Describe the most effective mitigating strategy and explain how its implementation can help the environment recover.
Answers
Answer:
The Mitigation Strategy: Goals, Actions, Action Plan
The mitigation strategy is made up of three main required components:
- mitigation goals,
- mitigation actions, and
- an action plan for implementation.
These provide the framework to identify, prioritize and implement actions to reduce risk to hazards.
Mitigation goals are general guidelines that explain what the community wants to achieve with the plan (see figure above). They are usually broad policy-type statements that are long-term, and they represent visions for reducing or avoiding losses from the identified hazards.
Example goal: Minimize new development in hazard-prone areas.
Mitigation actions are specific projects and activities that help achieve the goals.
Example action: Amend zoning ordinance to permit only open space land uses within floodplains.
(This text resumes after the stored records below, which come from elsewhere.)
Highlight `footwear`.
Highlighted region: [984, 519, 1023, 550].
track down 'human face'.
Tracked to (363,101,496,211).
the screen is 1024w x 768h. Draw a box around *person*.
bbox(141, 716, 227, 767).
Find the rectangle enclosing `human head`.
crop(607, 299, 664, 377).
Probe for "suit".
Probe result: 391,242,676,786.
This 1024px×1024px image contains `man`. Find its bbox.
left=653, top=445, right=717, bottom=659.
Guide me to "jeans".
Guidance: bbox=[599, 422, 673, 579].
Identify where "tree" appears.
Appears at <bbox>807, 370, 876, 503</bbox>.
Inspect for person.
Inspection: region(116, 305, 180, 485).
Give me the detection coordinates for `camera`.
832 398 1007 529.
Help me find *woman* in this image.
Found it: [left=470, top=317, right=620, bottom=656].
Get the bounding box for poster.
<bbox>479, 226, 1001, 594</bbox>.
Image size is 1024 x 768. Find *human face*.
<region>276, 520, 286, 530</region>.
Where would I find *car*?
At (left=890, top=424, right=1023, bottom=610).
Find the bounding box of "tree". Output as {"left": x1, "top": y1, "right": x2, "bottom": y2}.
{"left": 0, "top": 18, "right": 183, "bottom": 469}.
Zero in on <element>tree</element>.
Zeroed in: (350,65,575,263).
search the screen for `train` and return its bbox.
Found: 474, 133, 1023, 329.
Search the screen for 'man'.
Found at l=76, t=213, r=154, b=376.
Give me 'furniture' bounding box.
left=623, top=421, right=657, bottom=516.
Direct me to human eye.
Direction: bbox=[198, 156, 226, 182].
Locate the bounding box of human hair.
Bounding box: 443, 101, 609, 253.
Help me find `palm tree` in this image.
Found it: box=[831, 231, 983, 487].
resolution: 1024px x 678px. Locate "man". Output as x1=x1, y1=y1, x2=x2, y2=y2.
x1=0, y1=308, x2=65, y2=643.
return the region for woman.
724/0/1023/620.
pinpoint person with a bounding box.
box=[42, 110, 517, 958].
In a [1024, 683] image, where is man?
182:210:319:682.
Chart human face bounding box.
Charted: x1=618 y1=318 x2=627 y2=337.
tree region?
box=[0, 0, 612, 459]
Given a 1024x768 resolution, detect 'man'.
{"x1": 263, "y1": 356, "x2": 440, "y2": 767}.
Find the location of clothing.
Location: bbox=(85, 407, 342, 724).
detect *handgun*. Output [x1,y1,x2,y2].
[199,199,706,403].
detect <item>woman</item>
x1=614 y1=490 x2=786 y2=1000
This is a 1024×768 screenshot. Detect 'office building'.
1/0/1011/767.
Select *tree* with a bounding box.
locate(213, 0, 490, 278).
The action plan describes how the mitigation actions will be implemented, including how those actions will be prioritized, administered and incorporated into the community’s existing planning mechanisms. In a multi-jurisdictional plan, each jurisdiction must have an action plan specific to that jurisdiction and its vulnerabilities.
Although not required, some communities choose to develop objectives to help define or organize mitigation actions (see figure above). Objectives are broader than specific actions, but are measurable, unlike goals. Objectives connect goals with the actual mitigation actions.